▸ EXERCISE GOAL
Records follow. Copy every line with "Where".

═══ AVAILABLE RECORDS

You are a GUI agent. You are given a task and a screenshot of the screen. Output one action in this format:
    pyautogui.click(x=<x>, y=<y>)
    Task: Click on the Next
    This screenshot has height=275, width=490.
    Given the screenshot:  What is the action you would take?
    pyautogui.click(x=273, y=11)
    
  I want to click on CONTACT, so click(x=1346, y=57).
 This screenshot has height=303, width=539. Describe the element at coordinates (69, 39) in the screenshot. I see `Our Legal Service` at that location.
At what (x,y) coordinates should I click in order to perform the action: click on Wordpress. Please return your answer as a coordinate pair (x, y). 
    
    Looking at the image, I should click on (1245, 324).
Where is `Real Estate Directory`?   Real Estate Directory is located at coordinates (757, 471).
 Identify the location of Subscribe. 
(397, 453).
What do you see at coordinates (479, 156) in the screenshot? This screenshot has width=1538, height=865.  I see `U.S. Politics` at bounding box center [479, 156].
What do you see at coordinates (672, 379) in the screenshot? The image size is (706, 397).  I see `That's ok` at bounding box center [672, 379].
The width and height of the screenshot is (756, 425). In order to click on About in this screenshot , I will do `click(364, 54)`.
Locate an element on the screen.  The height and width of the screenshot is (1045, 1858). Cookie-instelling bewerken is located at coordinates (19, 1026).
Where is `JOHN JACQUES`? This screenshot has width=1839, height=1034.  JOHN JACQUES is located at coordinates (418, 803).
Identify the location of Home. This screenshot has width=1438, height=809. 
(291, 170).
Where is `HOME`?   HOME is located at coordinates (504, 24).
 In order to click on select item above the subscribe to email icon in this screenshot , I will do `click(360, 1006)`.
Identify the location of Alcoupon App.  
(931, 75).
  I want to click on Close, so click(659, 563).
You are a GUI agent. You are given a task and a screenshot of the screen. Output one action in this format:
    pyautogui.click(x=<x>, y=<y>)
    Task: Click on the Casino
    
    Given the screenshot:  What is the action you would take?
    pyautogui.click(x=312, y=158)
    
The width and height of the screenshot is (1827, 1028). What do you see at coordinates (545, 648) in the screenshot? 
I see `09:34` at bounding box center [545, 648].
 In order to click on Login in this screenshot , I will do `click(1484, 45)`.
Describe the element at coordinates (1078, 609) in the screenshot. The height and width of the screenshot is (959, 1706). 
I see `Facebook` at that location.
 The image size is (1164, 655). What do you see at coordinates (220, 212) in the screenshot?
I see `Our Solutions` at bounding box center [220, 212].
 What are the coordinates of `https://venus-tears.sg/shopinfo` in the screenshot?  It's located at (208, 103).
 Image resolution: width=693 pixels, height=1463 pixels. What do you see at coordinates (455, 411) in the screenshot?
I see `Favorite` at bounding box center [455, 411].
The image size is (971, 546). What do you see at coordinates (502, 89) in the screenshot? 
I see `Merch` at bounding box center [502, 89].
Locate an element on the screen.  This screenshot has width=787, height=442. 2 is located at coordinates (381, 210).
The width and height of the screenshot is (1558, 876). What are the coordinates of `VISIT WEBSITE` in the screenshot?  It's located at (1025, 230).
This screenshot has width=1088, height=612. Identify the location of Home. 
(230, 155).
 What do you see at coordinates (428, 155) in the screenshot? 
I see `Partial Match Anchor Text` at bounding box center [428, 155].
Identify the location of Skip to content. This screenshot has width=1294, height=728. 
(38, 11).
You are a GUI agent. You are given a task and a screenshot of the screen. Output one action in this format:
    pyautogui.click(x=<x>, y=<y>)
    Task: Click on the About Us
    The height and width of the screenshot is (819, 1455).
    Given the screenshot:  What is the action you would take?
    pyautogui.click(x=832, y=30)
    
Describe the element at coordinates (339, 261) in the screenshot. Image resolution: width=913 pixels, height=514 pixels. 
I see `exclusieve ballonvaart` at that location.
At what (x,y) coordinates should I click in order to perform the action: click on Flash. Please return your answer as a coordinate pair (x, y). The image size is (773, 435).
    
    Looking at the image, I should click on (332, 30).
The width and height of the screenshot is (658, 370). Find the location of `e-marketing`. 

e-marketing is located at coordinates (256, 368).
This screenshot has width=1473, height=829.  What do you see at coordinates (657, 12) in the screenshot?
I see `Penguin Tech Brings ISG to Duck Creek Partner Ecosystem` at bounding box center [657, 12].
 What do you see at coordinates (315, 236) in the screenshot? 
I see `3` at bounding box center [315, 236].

══════

▸ EXERCISE RESULT
Where is `Real Estate Directory`?   Real Estate Directory is located at coordinates (757, 471).
Where is `JOHN JACQUES`? This screenshot has width=1839, height=1034.  JOHN JACQUES is located at coordinates (418, 803).
Where is `HOME`?   HOME is located at coordinates (504, 24).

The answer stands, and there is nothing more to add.